In the Categories options there are, in Local Files tab: Downloading and Seeding Location. What is the difference between these folders? In BitTorrent what you download in a folder is the same as what you share, so to my understanding both folders must always be the same.
by Guest on 2023/09/04 08:44:17 PM
In this case, your guesses are not quite right.
Incomplete pieces setting is not for data that is currently being downloaded (it would be extremely slow to save it to a temporary file before saving to proper location, and in-memory disk cache exists to deal with that anyway). It's a location for pieces that belong to multiple files, some marked for download by the user, and some not. As torrent clients (using version 1 protocol) can only share and validate full pieces, downloading some file (assuming that you also want it to be seeded to others in full, and that its size isn't an exact multiple of piece size) makes them download all of its pieces, and the first one and the last one most likely have extra data that belongs to other files, some of which might not be needed. However, the data is needed, and has to be stored somewhere.
Clients have different ways of doing it. Some simply create those extra files to save their start or end. On filesystems without sparse file support it can result in enormous waste of space (many gigabytes for less than a single piece), or they can suddenly inflate in physical size later if copying program or synchronization tool doesn't handle sparse files properly. Other programs might misbehave when they see an almost empty file without any expected format. Some torrent clients save such files with specific extensions (“.incomplete”) or put those files into specific hidden directory (“.unwanted”). Extra files still might cause inconveniences with other software, and having 10 proper files together with 15 not-so-proper ones might complicate, say, batch processing. Some clients have a dedicated location for that extra data, and you only get files you want at download location. The downside is that if you add many selectively downloaded big torrents, you might need some free space for that shared data catalog to grow.

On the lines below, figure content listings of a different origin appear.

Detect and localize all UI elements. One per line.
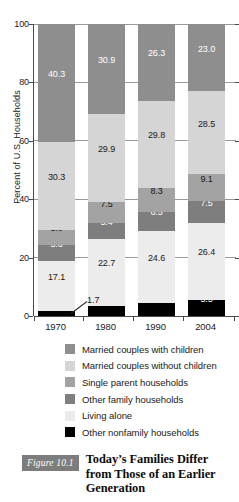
legend-swatch-icon [65, 377, 75, 387]
bar-segment [38, 261, 75, 311]
legend-item-label: Single parent households [82, 377, 188, 388]
bar-value-label: 29.9 [88, 144, 125, 153]
bar-value-label: 40.3 [38, 69, 75, 78]
bar-2004: 5.526.47.59.128.523.0 [188, 24, 225, 316]
bar-value-label: 17.1 [38, 273, 75, 282]
y-tick-label-100: 100 [14, 19, 29, 29]
legend-item-4: Living alone [0, 407, 239, 424]
bar-segment [88, 24, 125, 114]
legend-swatch-icon [65, 394, 75, 404]
x-axis-label-2004: 2004 [181, 321, 231, 332]
legend-swatch-icon [65, 411, 75, 421]
bar-segment [138, 231, 175, 303]
x-axis-label-1990: 1990 [131, 321, 181, 332]
bars-container: 17.15.65.030.340.33.622.75.47.529.930.94… [33, 24, 235, 316]
callout-label-1-7: 1.7 [87, 295, 100, 305]
y-tick-label-20: 20 [19, 253, 29, 263]
bar-value-label: 9.1 [188, 174, 225, 183]
bar-value-label: 30.9 [88, 56, 125, 65]
legend-swatch-icon [65, 344, 75, 354]
right-tick-40 [235, 199, 239, 200]
figure-caption-text: Today’s Families Differ from Those of an… [86, 452, 232, 496]
bar-value-label: 30.3 [38, 172, 75, 181]
y-axis-ticks: 020406080100 [0, 24, 33, 316]
legend-item-0: Married couples with children [0, 341, 239, 358]
right-tick-60 [235, 141, 239, 142]
legend-item-label: Living alone [82, 410, 132, 421]
bar-1980: 3.622.75.47.529.930.9 [88, 24, 125, 316]
bar-segment [188, 223, 225, 300]
right-tick-100 [235, 24, 239, 25]
figure-10-1: Percent of U.S. Households 020406080100 … [0, 0, 239, 502]
legend-item-5: Other nonfamily households [0, 424, 239, 441]
bar-value-label: 28.5 [188, 119, 225, 128]
bar-segment [138, 24, 175, 101]
right-tick-20 [235, 258, 239, 259]
bar-value-label: 23.0 [188, 44, 225, 53]
right-tick-0 [235, 316, 239, 317]
legend-item-label: Married couples without children [82, 360, 217, 371]
bar-segment [88, 114, 125, 201]
bar-value-label: 24.6 [138, 253, 175, 262]
bar-segment [188, 91, 225, 174]
bar-segment [138, 101, 175, 188]
legend-swatch-icon [65, 361, 75, 371]
y-tick-label-60: 60 [19, 136, 29, 146]
right-tick-80 [235, 82, 239, 83]
legend-item-label: Married couples with children [82, 344, 204, 355]
bar-segment [38, 142, 75, 230]
legend-item-label: Other nonfamily households [82, 427, 199, 438]
y-tick-label-40: 40 [19, 194, 29, 204]
chart-plot-area: Percent of U.S. Households 020406080100 … [0, 0, 239, 340]
x-axis-label-1980: 1980 [81, 321, 131, 332]
bar-value-label: 22.7 [88, 259, 125, 268]
legend-item-1: Married couples without children [0, 358, 239, 375]
figure-number-badge: Figure 10.1 [22, 455, 79, 471]
bar-segment [188, 24, 225, 91]
bar-segment [88, 306, 125, 317]
legend-item-3: Other family households [0, 391, 239, 408]
legend-item-2: Single parent households [0, 374, 239, 391]
bar-value-label: 26.4 [188, 248, 225, 257]
bar-1990: 4.624.66.58.329.826.3 [138, 24, 175, 316]
bar-1970: 17.15.65.030.340.3 [38, 24, 75, 316]
chart-legend: Married couples with childrenMarried cou… [0, 341, 239, 441]
bar-segment [38, 24, 75, 142]
legend-item-label: Other family households [82, 394, 183, 405]
y-tick-label-80: 80 [19, 77, 29, 87]
bar-value-label: 26.3 [138, 49, 175, 58]
legend-swatch-icon [65, 427, 75, 437]
bar-value-label: 29.8 [138, 131, 175, 140]
x-axis-label-1970: 1970 [31, 321, 81, 332]
figure-caption: Figure 10.1 Today’s Families Differ from… [22, 452, 232, 496]
x-axis-labels: 1970198019902004 [33, 321, 235, 337]
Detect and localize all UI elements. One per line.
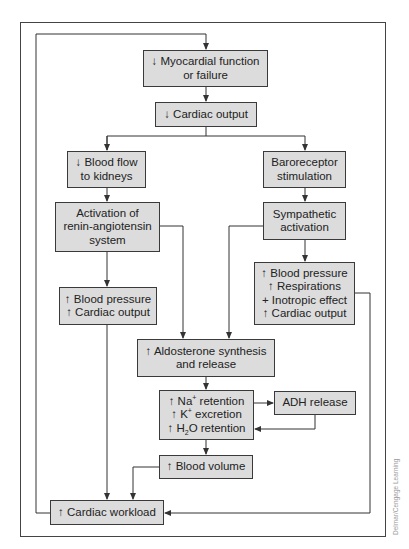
node-text: ↑ Cardiac output bbox=[263, 307, 347, 321]
node-text: or failure bbox=[183, 69, 228, 83]
node-text: ↑ H2O retention bbox=[167, 422, 245, 436]
node-text: ↑ Cardiac output bbox=[66, 306, 150, 320]
node-text: ↑ K+ excretion bbox=[171, 408, 242, 422]
node-text: ↑ Blood pressure bbox=[65, 293, 151, 307]
node-text: activation bbox=[280, 221, 329, 235]
publisher-watermark: Delmar/Cengage Learning bbox=[392, 459, 399, 535]
node-aldosterone: ↑ Aldosterone synthesis and release bbox=[137, 339, 275, 377]
node-myocardial-failure: ↓ Myocardial function or failure bbox=[143, 50, 268, 87]
node-text: ↑ Respirations bbox=[268, 280, 341, 294]
node-text: ↓ Blood flow bbox=[75, 156, 137, 170]
node-text: Baroreceptor bbox=[271, 156, 337, 170]
node-blood-volume: ↑ Blood volume bbox=[159, 455, 253, 479]
node-text: ↓ Myocardial function bbox=[151, 55, 259, 69]
node-text: renin-angiotensin bbox=[63, 220, 151, 234]
node-text: ↓ Cardiac output bbox=[164, 108, 248, 122]
node-text: ADH release bbox=[282, 396, 347, 410]
node-text: Activation of bbox=[76, 207, 139, 221]
node-cardiac-output-decrease: ↓ Cardiac output bbox=[155, 102, 257, 127]
node-adh-release: ADH release bbox=[274, 391, 356, 415]
node-text: and release bbox=[176, 358, 236, 372]
node-sympathetic-activation: Sympathetic activation bbox=[263, 202, 346, 240]
node-electrolyte-retention: ↑ Na+ retention ↑ K+ excretion ↑ H2O ret… bbox=[159, 390, 254, 440]
node-text: ↑ Blood volume bbox=[167, 460, 246, 474]
node-sympathetic-effects: ↑ Blood pressure ↑ Respirations + Inotro… bbox=[254, 262, 355, 325]
node-text: ↑ Blood pressure bbox=[261, 267, 347, 281]
node-text: system bbox=[89, 234, 125, 248]
node-text: ↑ Cardiac workload bbox=[58, 506, 156, 520]
node-text: ↑ Na+ retention bbox=[169, 395, 245, 409]
node-baroreceptor-stimulation: Baroreceptor stimulation bbox=[263, 151, 346, 188]
node-renin-angiotensin: Activation of renin-angiotensin system bbox=[55, 202, 160, 252]
node-text: + Inotropic effect bbox=[262, 294, 347, 308]
node-blood-flow-kidneys: ↓ Blood flow to kidneys bbox=[67, 151, 146, 188]
node-cardiac-workload: ↑ Cardiac workload bbox=[50, 500, 164, 525]
node-text: to kidneys bbox=[81, 170, 133, 184]
node-bp-cardiac-output-left: ↑ Blood pressure ↑ Cardiac output bbox=[59, 287, 157, 325]
node-text: Sympathetic bbox=[273, 208, 336, 222]
node-text: ↑ Aldosterone synthesis bbox=[146, 345, 267, 359]
node-text: stimulation bbox=[277, 170, 332, 184]
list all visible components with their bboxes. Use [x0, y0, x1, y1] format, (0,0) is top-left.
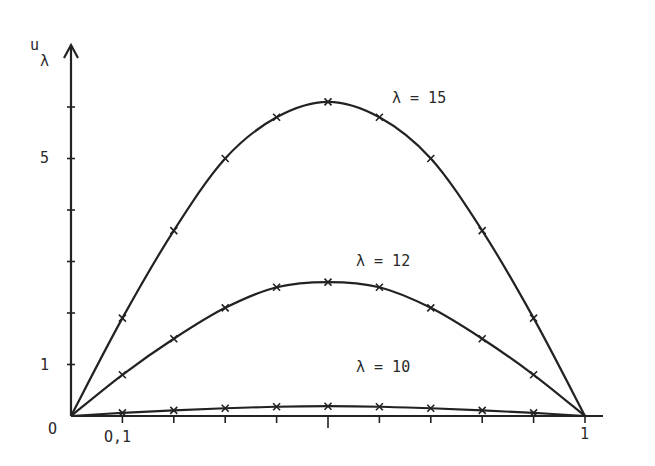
x-marker-icon: [222, 155, 229, 162]
y-axis-label-subscript: λ: [40, 52, 49, 70]
x-marker-icon: [119, 371, 126, 378]
x-marker-icon: [119, 315, 126, 322]
y-axis-label: u: [30, 36, 39, 54]
curve-label-15: λ = 15: [392, 89, 446, 107]
origin-label: O: [48, 420, 57, 438]
x-marker-icon: [479, 227, 486, 234]
x-marker-icon: [530, 315, 537, 322]
x-ticks: [122, 416, 585, 428]
x-marker-icon: [479, 335, 486, 342]
x-tick-label-1: 1: [580, 425, 589, 443]
axes: [64, 45, 603, 416]
x-marker-icon: [427, 155, 434, 162]
x-marker-icon: [170, 335, 177, 342]
curve-series-2: [71, 406, 585, 416]
chart: u λ 5 1 O O,1 1 λ = 15 λ = 12 λ = 10: [0, 0, 655, 466]
x-tick-label-0-1: O,1: [104, 428, 131, 446]
y-tick-label-1: 1: [40, 356, 49, 374]
curves: [71, 98, 585, 416]
curve-series-1: [71, 282, 585, 416]
x-marker-icon: [376, 114, 383, 121]
curve-series-0: [71, 102, 585, 416]
curve-label-12: λ = 12: [356, 252, 410, 270]
x-marker-icon: [530, 371, 537, 378]
y-tick-label-5: 5: [40, 149, 49, 167]
x-marker-icon: [170, 227, 177, 234]
curve-label-10: λ = 10: [356, 358, 410, 376]
x-marker-icon: [273, 114, 280, 121]
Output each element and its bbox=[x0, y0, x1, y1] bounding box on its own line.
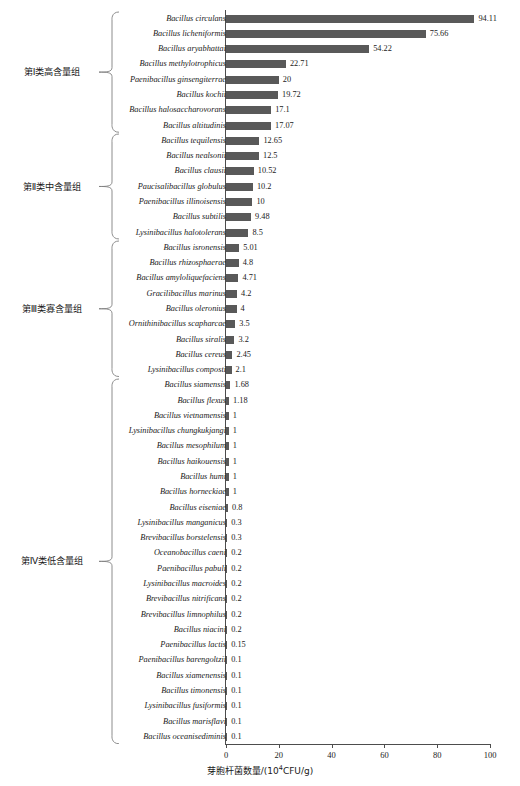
bar-value-label: 0.2 bbox=[231, 565, 241, 573]
chart-row: Bacillus haikouensis1 bbox=[0, 454, 520, 469]
chart-row: Paenibacillus barengoltzii0.1 bbox=[0, 653, 520, 668]
bar-value-label: 0.1 bbox=[231, 702, 241, 710]
species-label: Bacillus oceanisediminis bbox=[143, 733, 226, 741]
bar-value-label: 54.22 bbox=[373, 45, 392, 53]
bar bbox=[226, 122, 271, 130]
bar bbox=[226, 381, 230, 389]
bar bbox=[226, 641, 227, 649]
species-label: Bacillus xiamenensis bbox=[156, 672, 226, 680]
bar bbox=[226, 366, 232, 374]
species-label: Paenibacillus ginsengiterrae bbox=[130, 76, 226, 84]
chart-row: Bacillus vietnamensis1 bbox=[0, 408, 520, 423]
species-label: Gracilibacillus marinus bbox=[146, 290, 226, 298]
bar-value-label: 0.2 bbox=[231, 549, 241, 557]
species-label: Bacillus circulans bbox=[166, 14, 226, 22]
x-tick-label: 60 bbox=[380, 750, 389, 760]
chart-row: Bacillus halosaccharovorans17.1 bbox=[0, 103, 520, 118]
bar bbox=[226, 198, 252, 206]
chart-row: Bacillus cereus2.45 bbox=[0, 347, 520, 362]
bar-value-label: 4.2 bbox=[241, 290, 251, 298]
x-tick-label: 80 bbox=[433, 750, 442, 760]
bar-value-label: 0.3 bbox=[231, 519, 241, 527]
bar-value-label: 75.66 bbox=[430, 30, 449, 38]
species-label: Bacillus niacini bbox=[174, 626, 226, 634]
bar-value-label: 22.71 bbox=[290, 60, 309, 68]
bar-value-label: 4.8 bbox=[243, 259, 253, 267]
x-tick-label: 40 bbox=[327, 750, 336, 760]
chart-row: Paenibacillus pabuli0.2 bbox=[0, 561, 520, 576]
chart-row: Bacillus licheniformis75.66 bbox=[0, 26, 520, 41]
chart-row: Bacillus oceanisediminis0.1 bbox=[0, 729, 520, 744]
chart-row: Bacillus oleronius4 bbox=[0, 301, 520, 316]
bar-value-label: 10 bbox=[256, 198, 264, 206]
species-label: Lysinibacillus fusiformis bbox=[144, 702, 226, 710]
bar-value-label: 2.45 bbox=[236, 351, 251, 359]
bar bbox=[226, 534, 227, 542]
x-tick-mark bbox=[490, 745, 491, 748]
species-label: Bacillus eiseniae bbox=[170, 503, 226, 511]
bar-value-label: 20 bbox=[283, 76, 291, 84]
bar bbox=[226, 519, 227, 527]
chart-row: Lysinibacillus fusiformis0.1 bbox=[0, 699, 520, 714]
bar bbox=[226, 336, 234, 344]
bar bbox=[226, 656, 227, 664]
bar bbox=[226, 45, 369, 53]
chart-row: Bacillus kochii19.72 bbox=[0, 87, 520, 102]
species-label: Bacillus halosaccharovorans bbox=[129, 106, 226, 114]
bar bbox=[226, 549, 227, 557]
bar-value-label: 0.15 bbox=[231, 641, 246, 649]
bar-value-label: 17.1 bbox=[275, 106, 290, 114]
species-label: Bacillus isronensis bbox=[163, 244, 226, 252]
x-tick-label: 100 bbox=[484, 750, 497, 760]
chart-row: Brevibacillus limnophilus0.2 bbox=[0, 607, 520, 622]
chart-row: Bacillus rhizosphaerae4.8 bbox=[0, 255, 520, 270]
plot-area: 020406080100 芽胞杆菌数量/(104CFU/g) Bacillus … bbox=[0, 0, 520, 786]
species-label: Bacillus subtilis bbox=[173, 213, 226, 221]
chart-row: Paenibacillus ginsengiterrae20 bbox=[0, 72, 520, 87]
bar-value-label: 1 bbox=[233, 488, 237, 496]
bar-value-label: 0.2 bbox=[231, 610, 241, 618]
bar-value-label: 12.5 bbox=[263, 152, 278, 160]
bar-value-label: 3.5 bbox=[239, 320, 249, 328]
bar-value-label: 1.18 bbox=[233, 396, 248, 404]
species-label: Bacillus haikouensis bbox=[158, 458, 226, 466]
chart-row: Paucisalibacillus globulus10.2 bbox=[0, 179, 520, 194]
bar bbox=[226, 152, 259, 160]
bar bbox=[226, 229, 248, 237]
x-tick-mark bbox=[437, 745, 438, 748]
chart-row: Brevibacillus borstelensis0.3 bbox=[0, 531, 520, 546]
bar-value-label: 10.52 bbox=[258, 167, 277, 175]
chart-row: Bacillus circulans94.11 bbox=[0, 11, 520, 26]
bar bbox=[226, 442, 229, 450]
bar-value-label: 1 bbox=[233, 458, 237, 466]
species-label: Bacillus cereus bbox=[175, 351, 226, 359]
bar-value-label: 17.07 bbox=[275, 121, 294, 129]
x-tick-mark bbox=[279, 745, 280, 748]
x-tick-mark bbox=[384, 745, 385, 748]
chart-row: Bacillus amyloliquefaciens4.71 bbox=[0, 271, 520, 286]
bar bbox=[226, 106, 271, 114]
species-label: Paenibacillus lactis bbox=[160, 641, 226, 649]
species-label: Bacillus aryabhattai bbox=[158, 45, 226, 53]
bar-value-label: 1 bbox=[233, 427, 237, 435]
species-label: Bacillus humi bbox=[180, 473, 226, 481]
bar-value-label: 1 bbox=[233, 473, 237, 481]
species-label: Brevibacillus limnophilus bbox=[141, 610, 226, 618]
bar-value-label: 0.1 bbox=[231, 717, 241, 725]
bar-value-label: 4 bbox=[241, 305, 245, 313]
bar-value-label: 1 bbox=[233, 412, 237, 420]
species-label: Bacillus timonensis bbox=[161, 687, 226, 695]
chart-row: Lysinibacillus halotolerans8.5 bbox=[0, 225, 520, 240]
bar bbox=[226, 702, 227, 710]
bar-value-label: 19.72 bbox=[282, 91, 301, 99]
chart-row: Lysinibacillus manganicus0.3 bbox=[0, 515, 520, 530]
chart-row: Bacillus siralis3.2 bbox=[0, 332, 520, 347]
bar bbox=[226, 595, 227, 603]
chart-row: Ornithinibacillus scapharcae3.5 bbox=[0, 317, 520, 332]
bar-value-label: 9.48 bbox=[255, 213, 270, 221]
bar bbox=[226, 626, 227, 634]
bar bbox=[226, 672, 227, 680]
x-axis-line bbox=[225, 744, 491, 745]
chart-row: Bacillus altitudinis17.07 bbox=[0, 118, 520, 133]
species-label: Lysinibacillus chungkukjangi bbox=[129, 427, 226, 435]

More correct caption for the option would be “Partially needed pieces location”. Moving files after completion, as you've described, is handled by the option above it. If you turn categories on, you can have multiple such targets, and other automation. This is what “Seeding location” (i. e. place for completed torrents) does.
As a side note, I've also noticed some time ago that in some cases Tixati doesn't “garbage collect” those pieces if you download a subset of big number of files, then remove some, then download some more, remove some, etc. It keeps displaying presence of data at starts and ends of files that are no longer neighbors of any wanted file, and all set to “off”. Because they took some space, I had to stop the program, remove the piece files with a specific hash, then re-check the torrent and re-download some pieces. Not sure if it's still the same in the latest version, though.